Ecommerce inventory and configuration. When the ERP holds product master data and live inventory, the website displays accurate availability, supports configurable apron builders, and quotes real-time pricing. A radiation protection manufacturer running a connected medical device ecommerce experience sees fewer "out of stock" surprises, fewer manual quote requests, and fewer order entry errors.

CRM order visibility. When ERP order history flows into the CRM, sales reps and customer service teams can answer questions in real time. The facility that ordered fluoroscopy aprons three years ago is approaching the typical replacement cycle. The dealer's quarter is on pace ahead of last year. The custom apron is ready to ship. These conversations build retention.

Marketing automation segmentation. Email, paid media, and content can all be personalized using ERP-derived signals. A facility that purchased aprons but no thyroid collars is a clean cross-sell target. A dealer that sells heavily into orthopedics gets different content than a dealer focused on dental. These campaigns are impossible without ERP data flowing into the marketing stack.

Catalog and sales enablement. Product catalogs, dealer portals, sell sheets, and trade show materials all draw from the same ERP product data. When the ERP is the single source of truth, marketing collateral never contradicts the order desk.

Change Management: The Quiet Killer

Most ERP implementations do not fail at the configuration layer. They fail because the production floor, customer service team, and outside sales reps quietly route around the new system after go-live, recreating shadow workflows that defeat the entire investment.

The countermeasures are unglamorous. Train the way users will actually work, in their actual scenarios, in a sandbox that mirrors production. Identify a small group of internal champions on each team and give them early access. Communicate the why behind each process change in language that connects to the daily work, not the org chart. Hold a daily fifteen-minute standup for the first two weeks after go-live so issues surface and get resolved within the same shift.
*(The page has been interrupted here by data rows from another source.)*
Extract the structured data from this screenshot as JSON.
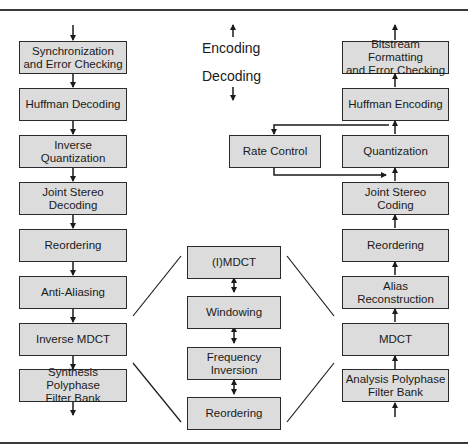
{
  "legend": {
    "encoding_label": "Encoding",
    "decoding_label": "Decoding"
  },
  "decoder_column": {
    "direction": "down",
    "blocks": [
      {
        "label": "Synchronization\nand Error Checking"
      },
      {
        "label": "Huffman Decoding"
      },
      {
        "label": "Inverse\nQuantization"
      },
      {
        "label": "Joint Stereo\nDecoding"
      },
      {
        "label": "Reordering"
      },
      {
        "label": "Anti-Aliasing"
      },
      {
        "label": "Inverse MDCT"
      },
      {
        "label": "Synthesis Polyphase\nFilter Bank"
      }
    ]
  },
  "encoder_column": {
    "direction": "up",
    "blocks": [
      {
        "label": "Bitstream Formatting\nand Error Checking"
      },
      {
        "label": "Huffman Encoding"
      },
      {
        "label": "Quantization"
      },
      {
        "label": "Joint Stereo\nCoding"
      },
      {
        "label": "Reordering"
      },
      {
        "label": "Alias\nReconstruction"
      },
      {
        "label": "MDCT"
      },
      {
        "label": "Analysis Polyphase\nFilter Bank"
      }
    ]
  },
  "rate_control": {
    "label": "Rate Control"
  },
  "mdct_detail": {
    "blocks": [
      {
        "label": "(I)MDCT"
      },
      {
        "label": "Windowing"
      },
      {
        "label": "Frequency\nInversion"
      },
      {
        "label": "Reordering"
      }
    ]
  },
  "colors": {
    "box_fill": "#dcdcdc",
    "stroke": "#2a2a2a"
  }
}
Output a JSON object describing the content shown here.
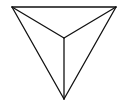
{
  "diagram": {
    "type": "tetrahedron-top-view",
    "stroke_color": "#111111",
    "background": "#ffffff",
    "vertices": {
      "top_left": [
        12,
        7
      ],
      "top_right": [
        116,
        7
      ],
      "bottom": [
        64,
        99
      ],
      "center": [
        64,
        38
      ]
    }
  }
}
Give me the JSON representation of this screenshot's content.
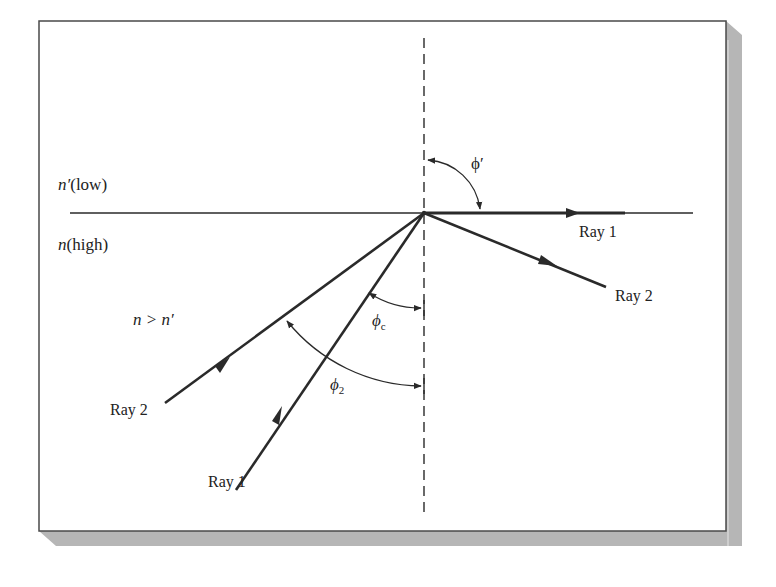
{
  "figure": {
    "type": "refraction / total internal reflection diagram",
    "colors": {
      "background": "#ffffff",
      "frame_border": "#4a4a4a",
      "shadow": "#b4b4b4",
      "ink": "#2a2a2a"
    }
  },
  "media": {
    "upper": {
      "symbol": "n′",
      "qualifier": "(low)"
    },
    "lower": {
      "symbol": "n",
      "qualifier": "(high)"
    },
    "condition": "n > n′"
  },
  "rays": {
    "ray1_incident_label": "Ray 1",
    "ray2_incident_label": "Ray 2",
    "ray1_transmitted_label": "Ray 1",
    "ray2_reflected_label": "Ray 2"
  },
  "angles": {
    "phi_prime": {
      "symbol": "ϕ",
      "mark": "′"
    },
    "phi_c": {
      "symbol": "ϕ",
      "sub": "c"
    },
    "phi_2": {
      "symbol": "ϕ",
      "sub": "2"
    }
  }
}
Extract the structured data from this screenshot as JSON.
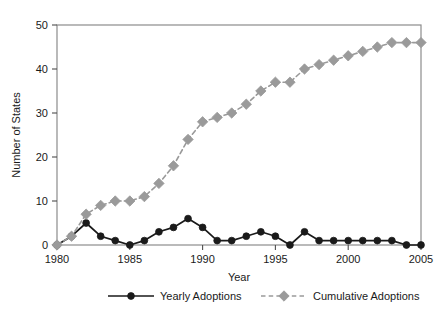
{
  "chart_data": {
    "type": "line",
    "title": "",
    "subtitle": "",
    "xlabel": "Year",
    "ylabel": "Number of States",
    "x": [
      1980,
      1981,
      1982,
      1983,
      1984,
      1985,
      1986,
      1987,
      1988,
      1989,
      1990,
      1991,
      1992,
      1993,
      1994,
      1995,
      1996,
      1997,
      1998,
      1999,
      2000,
      2001,
      2002,
      2003,
      2004,
      2005
    ],
    "xlim": [
      1980,
      2005
    ],
    "ylim": [
      0,
      50
    ],
    "xticks": [
      1980,
      1985,
      1990,
      1995,
      2000,
      2005
    ],
    "xtick_labels": [
      "1980",
      "1985",
      "1990",
      "1995",
      "2000",
      "2005"
    ],
    "yticks": [
      0,
      10,
      20,
      30,
      40,
      50
    ],
    "ytick_labels": [
      "0",
      "10",
      "20",
      "30",
      "40",
      "50"
    ],
    "grid": false,
    "legend_position": "bottom",
    "series": [
      {
        "name": "Yearly Adoptions",
        "color": "#1a1a1a",
        "marker": "circle",
        "linestyle": "solid",
        "values": [
          0,
          2,
          5,
          2,
          1,
          0,
          1,
          3,
          4,
          6,
          4,
          1,
          1,
          2,
          3,
          2,
          0,
          3,
          1,
          1,
          1,
          1,
          1,
          1,
          0,
          0
        ]
      },
      {
        "name": "Cumulative Adoptions",
        "color": "#9a9a9a",
        "marker": "diamond",
        "linestyle": "dashed",
        "values": [
          0,
          2,
          7,
          9,
          10,
          10,
          11,
          14,
          18,
          24,
          28,
          29,
          30,
          32,
          35,
          37,
          37,
          40,
          41,
          42,
          43,
          44,
          45,
          46,
          46,
          46
        ]
      }
    ]
  },
  "legend": {
    "items": [
      {
        "label": "Yearly Adoptions"
      },
      {
        "label": "Cumulative Adoptions"
      }
    ]
  },
  "colors": {
    "yearly": "#1a1a1a",
    "cumulative": "#9a9a9a",
    "frame": "#8c8c8c",
    "text": "#1a1a1a",
    "background": "#ffffff"
  }
}
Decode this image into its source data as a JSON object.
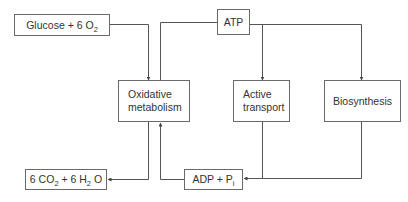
{
  "diagram": {
    "type": "flow",
    "colors": {
      "line": "#555555",
      "border": "#6a6a6a",
      "text": "#333333",
      "background": "#ffffff"
    },
    "nodes": {
      "glucose": {
        "text": "Glucose + 6 O",
        "sub": "2",
        "suffix": ""
      },
      "atp": {
        "text": "ATP"
      },
      "oxidative": {
        "line1": "Oxidative",
        "line2": "metabolism"
      },
      "active": {
        "line1": "Active",
        "line2": "transport"
      },
      "biosynthesis": {
        "text": "Biosynthesis"
      },
      "co2": {
        "p1": "6 CO",
        "s1": "2",
        "p2": " + 6 H",
        "s2": "2",
        "p3": " O"
      },
      "adp": {
        "text": "ADP + P",
        "sub": "i"
      }
    },
    "edges": [
      {
        "from": "Glucose + 6 O2",
        "to": "Oxidative metabolism"
      },
      {
        "from": "ATP",
        "to": "Oxidative metabolism",
        "note": "connector line"
      },
      {
        "from": "ATP",
        "to": "Active transport"
      },
      {
        "from": "ATP",
        "to": "Biosynthesis"
      },
      {
        "from": "Oxidative metabolism",
        "to": "6 CO2 + 6 H2O"
      },
      {
        "from": "ADP + Pi",
        "to": "Oxidative metabolism"
      },
      {
        "from": "Active transport",
        "to": "ADP + Pi"
      },
      {
        "from": "Biosynthesis",
        "to": "ADP + Pi"
      }
    ]
  }
}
None of these are exotic — they are simply done consistently in implementations that succeed and skipped in the ones that do not.
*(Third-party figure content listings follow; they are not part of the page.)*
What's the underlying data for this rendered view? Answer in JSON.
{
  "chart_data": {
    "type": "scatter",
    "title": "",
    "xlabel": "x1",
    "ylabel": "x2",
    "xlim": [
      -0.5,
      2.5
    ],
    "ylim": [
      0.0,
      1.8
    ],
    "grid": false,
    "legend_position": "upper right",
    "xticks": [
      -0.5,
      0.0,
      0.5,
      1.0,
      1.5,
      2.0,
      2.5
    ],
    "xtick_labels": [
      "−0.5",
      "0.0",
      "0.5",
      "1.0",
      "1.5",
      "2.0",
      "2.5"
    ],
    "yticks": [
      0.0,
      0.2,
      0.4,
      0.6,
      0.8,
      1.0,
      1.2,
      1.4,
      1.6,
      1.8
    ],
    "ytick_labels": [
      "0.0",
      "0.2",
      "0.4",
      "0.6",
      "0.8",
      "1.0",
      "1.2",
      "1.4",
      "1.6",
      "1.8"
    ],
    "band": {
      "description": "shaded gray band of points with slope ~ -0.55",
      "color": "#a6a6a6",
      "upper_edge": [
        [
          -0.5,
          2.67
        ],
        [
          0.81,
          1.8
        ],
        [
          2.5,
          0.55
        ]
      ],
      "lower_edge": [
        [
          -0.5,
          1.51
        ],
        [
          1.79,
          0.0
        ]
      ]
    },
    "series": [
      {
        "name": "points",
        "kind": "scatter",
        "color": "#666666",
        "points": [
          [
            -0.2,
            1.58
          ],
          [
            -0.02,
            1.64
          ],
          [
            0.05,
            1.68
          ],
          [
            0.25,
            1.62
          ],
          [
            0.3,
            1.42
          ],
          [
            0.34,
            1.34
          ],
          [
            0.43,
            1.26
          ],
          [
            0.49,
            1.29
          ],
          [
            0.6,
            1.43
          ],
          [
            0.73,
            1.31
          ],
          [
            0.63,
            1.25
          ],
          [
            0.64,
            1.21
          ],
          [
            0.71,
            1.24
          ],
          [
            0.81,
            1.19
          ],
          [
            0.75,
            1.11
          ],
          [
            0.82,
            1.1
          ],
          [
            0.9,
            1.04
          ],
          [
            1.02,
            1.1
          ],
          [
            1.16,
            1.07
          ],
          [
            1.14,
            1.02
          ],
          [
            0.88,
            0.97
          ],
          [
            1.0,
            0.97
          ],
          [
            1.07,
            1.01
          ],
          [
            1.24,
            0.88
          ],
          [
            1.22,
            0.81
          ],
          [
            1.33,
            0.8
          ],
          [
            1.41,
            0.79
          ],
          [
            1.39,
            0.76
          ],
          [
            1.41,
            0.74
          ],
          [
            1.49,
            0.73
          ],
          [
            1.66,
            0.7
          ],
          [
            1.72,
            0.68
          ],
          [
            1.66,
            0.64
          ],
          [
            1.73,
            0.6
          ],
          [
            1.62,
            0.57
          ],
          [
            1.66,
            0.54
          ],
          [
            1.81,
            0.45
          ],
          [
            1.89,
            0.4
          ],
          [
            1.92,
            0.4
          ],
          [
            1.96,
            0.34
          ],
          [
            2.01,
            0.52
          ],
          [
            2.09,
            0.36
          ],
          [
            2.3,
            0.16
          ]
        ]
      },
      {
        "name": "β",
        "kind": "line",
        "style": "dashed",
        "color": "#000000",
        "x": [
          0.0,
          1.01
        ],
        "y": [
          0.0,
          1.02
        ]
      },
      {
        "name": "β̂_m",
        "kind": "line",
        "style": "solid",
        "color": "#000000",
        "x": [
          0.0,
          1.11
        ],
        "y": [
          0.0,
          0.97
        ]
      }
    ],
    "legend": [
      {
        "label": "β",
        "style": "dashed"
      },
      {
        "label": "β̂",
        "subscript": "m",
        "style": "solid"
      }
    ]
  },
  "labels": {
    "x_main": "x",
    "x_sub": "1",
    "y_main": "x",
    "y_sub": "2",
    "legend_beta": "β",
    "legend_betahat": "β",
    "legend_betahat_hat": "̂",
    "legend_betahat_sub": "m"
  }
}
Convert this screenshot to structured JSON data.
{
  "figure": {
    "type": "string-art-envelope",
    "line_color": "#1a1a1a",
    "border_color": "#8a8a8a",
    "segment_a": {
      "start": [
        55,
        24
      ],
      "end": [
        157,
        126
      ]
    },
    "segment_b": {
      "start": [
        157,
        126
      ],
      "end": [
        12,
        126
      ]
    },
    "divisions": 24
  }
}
Post-Implementation: Compounding the Investment

The first 90 days deliver a working ERP. The next 90 days deliver an ERP that compounds. The pattern that separates manufacturers who get strategic value from their ERP from those who treat it as a back-office utility is straightforward: every quarter, pick one customer-facing capability that ERP data unlocks and ship it. Quarter one: real-time inventory on the website. Quarter two: automated reorder reminders aligned to apron replacement cycles. Quarter three: dealer-specific content driven by purchase patterns. Quarter four: AI-driven demand forecasting feeding production scheduling.

For a deeper view of how operational data feeds the customer experience for a radiation protection manufacturer specifically, our radiation protection marketing playbook and UDI medical device marketing guide walk through the connected pieces in more detail.

The Bottom Line

An Infab ERP implementation is a 90-day delivery wrapped in a multi-year strategic transformation. Get the first 90 days right and the system becomes the data engine behind every customer touchpoint. Get them wrong and the manufacturer spends the next two years working around a system that was supposed to make work easier. The decisions that separate the two outcomes are made in the first month — vendor choice, master data discipline, integration sequencing, and change management — and reinforced every week thereafter.